Food industry urged to act as Amazon deforestation rises by 59% in one month and hits five-year annual record
Katie Hill - Editor-in-Chief, My Green Pod
Deforestation for food

Main image: © Christian Braga – Greenpeace

Official figures released yesterday (07 Aug) confirm the trend seen in previous months as deforestation in the Amazon continues to increase.

Data show 1,654km² were cleared in July, an increase of 59.2% from June. Between August 2019 and July 2020, 9,205km² were cleared, equivalent to almost 1.2 million football fields and a 34.5% increase compared with the previous 12 months.

This is also the biggest annual record since Brazil’s New Amazon Near Real-Time Deforestation Detection System, DETER B, was implemented in 2015.

Industrial meat and the UK

Data also show large single areas of between three and five thousand hectares have been cleared in the last 12 months.

‘UK companies selling vast quantities of industrial meat are heavily involved in this destructive system and they know it.

‘Companies calling for new deforestation laws is one thing but it does not let them off the hook.

‘They have a responsibility to make the changes they know they need to right now that will help turn this situation around. Tesco boss Dave Lewis said himself just two weeks ago: ‘The entire food industry, including retailers, must act.’

‘There are two simple steps Tesco must take to help protect people and planet – drop forest destroyers and halve meat sales by 2025. Dave, more than anyone, must know – every little helps.’

ANNA JONES
Greenpeace UK head of forests

Human rights in Brazil

Amazon communities – who are particularly at risk from Covid-19 due to their culture of community living and limited access to health care – are at risk of being made yet more vulnerable to the disease by exposure to smoke from the fires that ranchers set on a massive scale to clear newly felled forest.

The Brazilian government’s actions against the environment has been damaging the country’s reputation and economy.
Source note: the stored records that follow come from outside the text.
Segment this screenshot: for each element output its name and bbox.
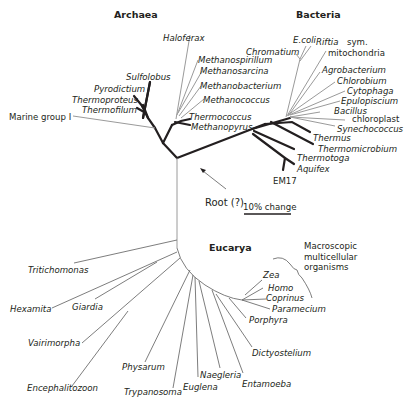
- taxon-label: Pyrodictium: [94, 84, 145, 94]
- taxon-label: Entamoeba: [242, 379, 291, 389]
- taxon-label: Physarum: [122, 362, 165, 372]
- taxon-label: Porphyra: [249, 315, 288, 325]
- taxon-label: Methanopyrus: [191, 122, 253, 132]
- domain-label-archaea: Archaea: [114, 9, 158, 20]
- taxon-label: Sulfolobus: [126, 72, 171, 82]
- taxon-label: Chromatium: [246, 47, 299, 57]
- taxon-label: Euglena: [183, 382, 218, 392]
- tree-canvas: Archaea Bacteria Eucarya Haloferax Metha…: [0, 0, 410, 407]
- taxon-label: Dictyostelium: [252, 348, 311, 358]
- macroscopic-label-line3: organisms: [304, 262, 349, 272]
- taxon-label: Thermus: [313, 133, 351, 143]
- taxon-label: Hexamita: [10, 304, 52, 314]
- macroscopic-label-line2: multicellular: [304, 252, 358, 262]
- root-arrow: [200, 168, 226, 189]
- taxon-label: mitochondria: [328, 48, 385, 58]
- scale-label: 10% change: [243, 202, 296, 212]
- taxon-label: Aquifex: [296, 164, 330, 174]
- taxon-label: Haloferax: [163, 33, 205, 43]
- taxon-label: Methanosarcina: [200, 66, 269, 76]
- taxon-label: Tritichomonas: [28, 265, 89, 275]
- macroscopic-label-line1: Macroscopic: [304, 241, 357, 251]
- taxon-label: Naegleria: [200, 370, 241, 380]
- taxon-label: Thermotoga: [297, 153, 350, 163]
- taxon-label: Thermoproteus: [72, 95, 138, 105]
- taxon-label: sym.: [347, 37, 368, 47]
- domain-label-eucarya: Eucarya: [209, 242, 252, 253]
- taxon-label: Methanococcus: [203, 95, 270, 105]
- taxon-label: Chlorobium: [337, 76, 387, 86]
- taxon-label: Epulopiscium: [341, 96, 398, 106]
- taxon-label: Vairimorpha: [28, 338, 80, 348]
- root-label: Root (?): [205, 197, 244, 208]
- taxon-label: E.coli: [293, 35, 317, 45]
- taxon-label: Agrobacterium: [321, 65, 386, 75]
- taxon-label: chloroplast: [352, 114, 400, 124]
- taxon-label: Cytophaga: [347, 86, 394, 96]
- taxon-label: Methanobacterium: [200, 81, 281, 91]
- taxon-label: Thermococcus: [189, 112, 252, 122]
- taxon-label: Marine group I: [9, 112, 71, 122]
- taxon-label: Zea: [262, 270, 279, 280]
- taxon-label: Riftia: [316, 37, 338, 47]
- taxon-label: Trypanosoma: [124, 387, 182, 397]
- taxon-label: Homo: [268, 283, 293, 293]
- taxon-label: Paramecium: [272, 304, 326, 314]
- taxon-label: Giardia: [72, 302, 103, 312]
- phylogenetic-tree-figure: Archaea Bacteria Eucarya Haloferax Metha…: [0, 0, 410, 407]
- domain-label-bacteria: Bacteria: [296, 9, 341, 20]
- taxon-label: Encephalitozoon: [27, 383, 98, 393]
- taxon-label: Thermofilum: [82, 105, 137, 115]
- taxon-label: EM17: [273, 176, 297, 186]
- taxon-label: Coprinus: [266, 293, 305, 303]
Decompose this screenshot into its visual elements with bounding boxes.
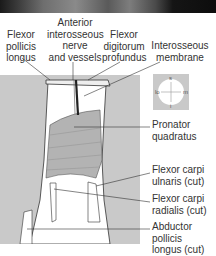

Investors, trade partners and major Brazilian companies have publicly raised concerns over Bolsonaro’s government’s impacts on the climate and on human rights.

But Bolsonaro’s response has been performative and ineffective, such as deploying the army in costly and inefficient operations to fight deforestation and an insufficient 120-day ‘fires moratorium’.

‘The numbers once more show the truth the Brazilian government is trying to hide: deforestation in the Amazon is still out of control and continues to increase.

‘The data also confirms deforestation in the Amazon is not the result of poverty and despair of people in a situation of great vulnerability. It’s about organised crime, sponsored by big land holders, cattle ranchers and land grabbers that operate with impunity, shielded by the dismantling of the environmental protection policies and law enforcement that the Bolsonaro administration continues to advance in Brazil.’

ROMULO BATISTA
Greenpeace Brazil campaigner

Cutting ties with forest destroyers

The destruction of forests releases millions of tonnes of CO2, accelerating climate change, biodiversity loss and increasing the risk of future pandemics.

Greenpeace is demanding companies like Tesco end business with forest destroyers and governments align trade to support resilient economies that put nature and people first.